Raja has held fellowships at some of the most prestigious research institutions in the world, including The Max Weber Kolleg (Universität Erfurt, 2014/2015; 2024), The Getty Institute (villa scholar, 2018), Sorbonne University (2018), Princeton Institute for Advanced Studies (member, 2019) and All Souls College, Oxford (visiting fellow, 2023). In 2015 she was awarded the distinguished lecturership in the Human Sciences by the Max Planck Gesellschaft, Germany. In 2023 she gave the Rumble Fund Memorial Lecture at King’s College, London, and the Pritchett Lecture at University of California, Berkeley. In 2024 she gave the Thomas Spencer Jerome Lectures, which are amongst the most prestigious named lectures within classical studies worldwide. In 2026/27 she has been appointed a fellow at the Wissenschaftkolleg, Berlin (Institute for Advanced Studies), Germany.
Raja is actively engaged in discussions on research politics and the role of research, in particular the humanities as foundational and inherently important to modern societies as well as the promotion of a better gender balance, the furthering of equality in general and inclusion in academia.
Raja is an experienced fieldwork archaeologist and has co-directed fieldwork projects in the Mediterranean and the Middle East, most prominently the Danish-German Jerash Northwest Quarter Project with Achim Lichtenberger (2011-2021) and the Danish-Italian Caesar’s Forum Project (The Danish Institute in Rome and the Capitoline Soprintendenza, 2017-2023). She also co-directed the Khirbet al-Khalde Archaeological Project together with Craig Harvey (University of Alberta) and Emanuele Intagliata (Milan University) (2023-2025).
Raja's portfolio of research project directorships includes, apart from UrbNet the following collaborative research projects: The Danish Inter World War Archaeological Engagement in the Middle East: a digital platform project; Archive Archaeology; the Palmyra Portrait Project as well as Circular Economy and Urban Sustainability in Antiquity. The earlier Ceramics in Context project came to an end after four years of research and publications. She was an associated co-PI of the ERC Advanced Grant project headed by Jörg Rüpke ‘Lived Ancient Religion’ (2012–2017).

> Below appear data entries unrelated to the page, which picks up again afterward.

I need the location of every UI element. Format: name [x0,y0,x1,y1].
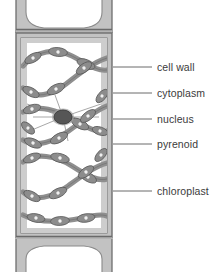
adjacent-cell-above [16,0,112,33]
cell-interior [19,38,110,233]
leader-lines [113,67,152,191]
label-pyrenoid: pyrenoid [157,139,198,150]
nucleus-body [54,110,72,124]
nucleus [52,109,74,126]
lower-cell-lumen [26,246,102,272]
label-chloroplast: chloroplast [157,186,209,197]
label-nucleus: nucleus [157,114,194,125]
label-cytoplasm: cytoplasm [157,88,205,99]
adjacent-cell-below [16,239,112,272]
label-cell-wall: cell wall [157,62,195,73]
spirogyra-cell-diagram [0,0,218,272]
figure-canvas: cell wallcytoplasmnucleuspyrenoidchlorop… [0,0,218,272]
upper-cell-lumen [26,0,102,28]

Raja headed the Danish National Research Foundation's Center of Excellence for Urban Network Evolutions (2015-2025). Currently she directs a Semper Ardens Advance Grant for a long term major research project entitled Locally Crafted Empires. This project focuses on the rich portrait traditions of the Eastern Mediterranean (https://www.carlsbergfondet.dk/det-har-vi-stoettet/cf24-1040/).
Furthermore a collaborative research project on the historiography of urban archaeology in the Eastern Mediterranean in the Late Ottoman and Mandate periods funded by the Gerda Henkel Foundation is ongoing (2025-2029) with among other partners colleagues at the Pergamonmuseum (SMB, Berlin) and the Max Planck Institute for the History of Science (Berlin).
Raja is open to supervising and co-supervising students at all levels within her fields of expertise.
Featured publications:
I'm a classical archaeologist with a PhD from Aarhus University (2020), an MA from the University of Cologne (2016), and a BA from the University of Groningen (2013).
I study portraits from the Roman period with a focus on materials and production. In addition to my research, I am committed to making classical archaeology accessible and engaging. I developed an archaeological outreach program for the Danish NGO Videnskabsklubben (running since 2024 in 14 schools across Denmark), completed a science communication course, and aim to further expand my outreach portfolio in the coming years.